Beyond straightforward errors (such as false identification of objects), malperformance of AI systems can lead to unwanted and harmful consequences in areas where they are supposed to substitute for human judgment.
That includes choosing between alternative courses of action – for example while driving a car in a potential accident situation, or responding to military threats with short warning times – as well as in tasks like processing job applications and designing medical treatments.
The subject here is not whether AI systems perform better or worse than humans in a given case.

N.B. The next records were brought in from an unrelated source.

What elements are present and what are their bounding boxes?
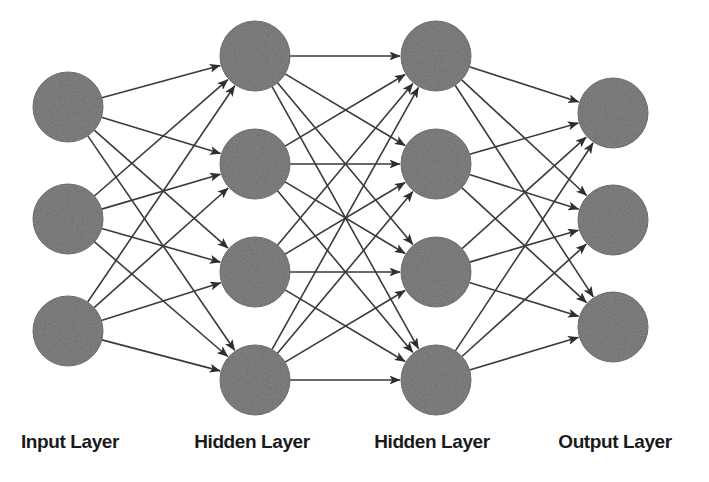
connection-edge (469, 67, 578, 102)
connection-edge (102, 340, 220, 371)
connection-edge (462, 244, 586, 356)
neuron-node-hidden1-3 (220, 237, 290, 307)
layer-label-hidden-1: Hidden Layer (194, 432, 310, 451)
network-graphic (0, 0, 709, 482)
neuron-node-hidden2-2 (401, 129, 471, 199)
neuron-node-input-1 (33, 72, 103, 142)
layer-label-output: Output Layer (558, 432, 671, 451)
connection-edge (462, 137, 586, 249)
neural-network-diagram: Input Layer Hidden Layer Hidden Layer Ou… (0, 0, 709, 482)
neuron-node-input-3 (33, 296, 103, 366)
neuron-node-output-2 (578, 185, 648, 255)
neuron-node-hidden2-4 (401, 345, 471, 415)
neuron-node-hidden1-2 (220, 129, 290, 199)
neuron-node-output-1 (578, 78, 648, 148)
connection-edge (102, 65, 221, 97)
layer-label-input: Input Layer (21, 432, 119, 451)
neuron-node-hidden1-4 (220, 345, 290, 415)
connection-edge (469, 175, 578, 210)
connection-edge (470, 337, 579, 370)
connection-edge (101, 283, 220, 321)
neuron-node-hidden1-1 (220, 21, 290, 91)
layer-label-hidden-2: Hidden Layer (374, 432, 490, 451)
neuron-node-input-2 (33, 184, 103, 254)
connection-edge (102, 229, 221, 263)
connection-edge (94, 130, 228, 248)
neuron-node-hidden2-3 (401, 237, 471, 307)
neuron-node-output-3 (578, 292, 648, 362)
connection-edge (470, 123, 579, 154)
connection-edge (102, 174, 221, 209)
connection-edge (88, 86, 235, 302)
connection-edge (101, 117, 220, 153)
node-group (33, 21, 648, 415)
connection-edge (455, 143, 593, 351)
edge-group (88, 56, 594, 380)
neuron-node-hidden2-1 (401, 21, 471, 91)
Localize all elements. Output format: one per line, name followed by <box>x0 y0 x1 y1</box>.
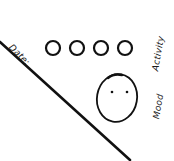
sketch-canvas <box>0 0 174 161</box>
face-outline <box>93 71 141 125</box>
face-outline-overdraw <box>108 74 122 78</box>
activity-circle-4[interactable] <box>118 41 132 55</box>
activity-circle-1[interactable] <box>46 41 60 55</box>
right-eye-icon <box>126 91 129 94</box>
activity-circles <box>46 41 132 55</box>
left-eye-icon <box>111 91 114 94</box>
activity-circle-2[interactable] <box>70 41 84 55</box>
activity-circle-3[interactable] <box>94 41 108 55</box>
mood-face[interactable] <box>93 71 141 125</box>
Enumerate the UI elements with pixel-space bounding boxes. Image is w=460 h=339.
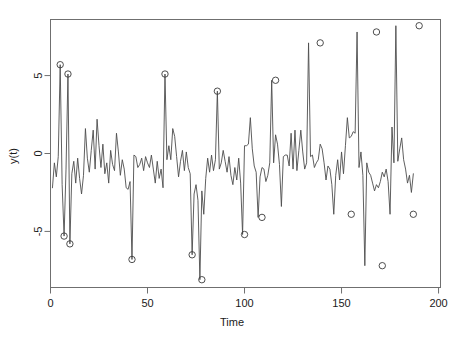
time-series-plot: 050100150200 -505 Time y(t) (0, 0, 460, 339)
x-tick-label: 200 (429, 297, 447, 309)
y-tick-label: -5 (32, 227, 44, 237)
x-axis-title: Time (220, 316, 244, 328)
y-tick-label: 0 (32, 150, 44, 156)
chart-canvas: 050100150200 -505 Time y(t) (0, 0, 460, 339)
y-tick-label: 5 (32, 73, 44, 79)
x-tick-label: 0 (47, 297, 53, 309)
x-tick-label: 100 (235, 297, 253, 309)
x-tick-label: 50 (141, 297, 153, 309)
y-axis-title: y(t) (7, 148, 19, 164)
x-tick-label: 150 (332, 297, 350, 309)
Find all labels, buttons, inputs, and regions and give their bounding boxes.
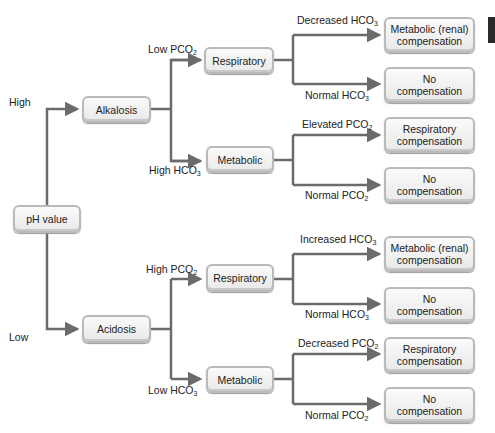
outcome-alk-met-none: No compensation <box>384 167 475 203</box>
acid-met-bottom-label: Normal PCO2 <box>305 409 368 425</box>
outcome-label: Metabolic (renal) compensation <box>390 242 468 266</box>
outcome-alk-met-resp: Respiratory compensation <box>384 117 475 153</box>
high-label: High <box>9 96 31 108</box>
acid-metabolic-node: Metabolic <box>206 366 274 393</box>
acid-resp-bottom-label: Normal HCO3 <box>305 308 369 324</box>
alk-resp-bottom-label: Normal HCO3 <box>305 89 369 105</box>
alk-respiratory-node: Respiratory <box>204 47 274 74</box>
outcome-acid-met-none: No compensation <box>384 387 475 423</box>
acid-high-pco2-label: High PCO2 <box>146 263 197 279</box>
alk-met-bottom-label: Normal PCO2 <box>305 189 368 205</box>
outcome-acid-resp-renal: Metabolic (renal) compensation <box>384 236 475 272</box>
alkalosis-label: Alkalosis <box>96 104 137 116</box>
alk-high-hco3-label: High HCO3 <box>149 164 201 180</box>
outcome-label: No compensation <box>397 173 462 197</box>
alk-low-pco2-label: Low PCO2 <box>148 43 197 59</box>
outcome-label: Respiratory compensation <box>397 123 462 147</box>
acid-respiratory-label: Respiratory <box>213 272 267 284</box>
alk-metabolic-label: Metabolic <box>218 154 263 166</box>
outcome-label: Respiratory compensation <box>397 343 462 367</box>
outcome-label: No compensation <box>397 73 462 97</box>
alkalosis-node: Alkalosis <box>82 96 151 123</box>
outcome-label: No compensation <box>397 293 462 317</box>
outcome-acid-met-resp: Respiratory compensation <box>384 337 475 373</box>
acidosis-label: Acidosis <box>97 323 136 335</box>
alk-met-top-label: Elevated PCO2 <box>302 118 372 134</box>
low-label: Low <box>9 331 28 343</box>
acid-low-hco3-label: Low HCO3 <box>148 384 197 400</box>
side-tab <box>488 17 495 43</box>
alk-resp-top-label: Decreased HCO3 <box>297 14 378 30</box>
outcome-alk-resp-renal: Metabolic (renal) compensation <box>384 17 475 53</box>
ph-value-label: pH value <box>26 213 67 225</box>
acid-respiratory-node: Respiratory <box>206 264 274 292</box>
acid-met-top-label: Decreased PCO2 <box>298 337 378 353</box>
acidosis-node: Acidosis <box>82 315 151 343</box>
alk-respiratory-label: Respiratory <box>212 55 266 67</box>
outcome-alk-resp-none: No compensation <box>384 67 475 103</box>
alk-metabolic-node: Metabolic <box>206 146 274 173</box>
outcome-label: No compensation <box>397 393 462 417</box>
outcome-label: Metabolic (renal) compensation <box>390 23 468 47</box>
ph-value-node: pH value <box>13 205 81 233</box>
outcome-acid-resp-none: No compensation <box>384 287 475 323</box>
acid-metabolic-label: Metabolic <box>218 374 263 386</box>
acid-resp-top-label: Increased HCO3 <box>300 233 376 249</box>
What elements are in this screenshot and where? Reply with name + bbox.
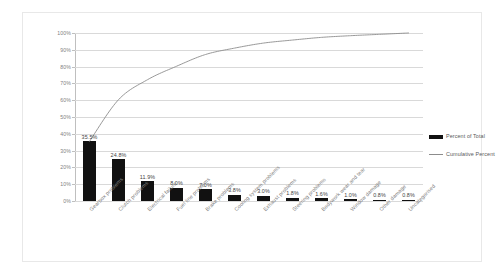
y-axis-tick-label: 40% <box>39 131 71 137</box>
bar-value-labels: 35.5%24.8%11.9%8.0%7.0%3.8%3.0%1.8%1.6%1… <box>75 33 423 201</box>
legend-item-percent-of-total[interactable]: Percent of Total <box>429 133 504 140</box>
pareto-chart-frame: 0%10%20%30%40%50%60%70%80%90%100% 35.5%2… <box>22 12 482 262</box>
y-axis-tick-label: 80% <box>39 64 71 70</box>
bar-value-label: 35.5% <box>76 134 104 140</box>
y-axis-tick-mark <box>72 167 75 168</box>
y-axis-tick-label: 90% <box>39 47 71 53</box>
x-axis-category-labels: Gearbox problemsClutch problemsElectrica… <box>75 204 423 262</box>
chart-legend: Percent of Total Cumulative Percent <box>429 133 504 169</box>
legend-item-cumulative-percent[interactable]: Cumulative Percent <box>429 151 504 158</box>
y-axis-tick-label: 20% <box>39 164 71 170</box>
y-axis-tick-mark <box>72 134 75 135</box>
y-axis-tick-label: 10% <box>39 181 71 187</box>
legend-label-percent-of-total: Percent of Total <box>446 133 485 140</box>
y-axis-tick-mark <box>72 201 75 202</box>
y-axis-tick-label: 100% <box>39 30 71 36</box>
y-axis-tick-mark <box>72 33 75 34</box>
bar-value-label: 24.8% <box>105 152 133 158</box>
y-axis-tick-mark <box>72 184 75 185</box>
y-axis-tick-mark <box>72 151 75 152</box>
y-axis-tick-mark <box>72 50 75 51</box>
y-axis-tick-mark <box>72 117 75 118</box>
y-axis-tick-label: 30% <box>39 148 71 154</box>
y-axis-tick-mark <box>72 67 75 68</box>
y-axis-tick-label: 50% <box>39 114 71 120</box>
y-axis-labels: 0%10%20%30%40%50%60%70%80%90%100% <box>37 33 71 201</box>
legend-label-cumulative-percent: Cumulative Percent <box>446 151 495 158</box>
legend-line-swatch-icon <box>429 154 443 155</box>
y-axis-tick-label: 60% <box>39 97 71 103</box>
y-axis-tick-label: 70% <box>39 80 71 86</box>
y-axis-tick-mark <box>72 100 75 101</box>
y-axis-tick-label: 0% <box>39 198 71 204</box>
bar-value-label: 11.9% <box>134 174 162 180</box>
legend-bar-swatch-icon <box>429 135 443 139</box>
y-axis-tick-mark <box>72 83 75 84</box>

It is, rather, stupidity as a systemic problem, embracing both the human dimension and that of AI systems.
These are often intertwined, and it is an interesting issue, with legal implications, how responsibility for consequences for AI failures is to be shared among the designers, the database suppliers and the managers and users of the system.
AI systems fail and malperform in a great variety of ways. (See Classification Schemas for Artificial Intelligence Failures by P J Scott and R V Yampolski.) Few analysts have sought to identify a common denominator in a rigorous manner.
But I am sure that many who have dealt with AI systems long enough – not least those who, often with great insight and ingenuity, have sought to remedy the failings of AI systems and improve their performance – will be able to draw analogies to stupid behavior of human beings.
They have had to invest vast amounts of additional human intelligence into AI systems in the effort to make them less stupid.
Next is Part 2: How algorithmic mechanics hold back today’s AI systems
Jonathan Tennenbaum received his PhD in mathematics from the University of California in 1973 at age 22. Also a physicist, linguist and pianist, he’s a former editor of FUSION magazine. He lives in Berlin and travels frequently to Asia and elsewhere, consulting on economics, science and technology.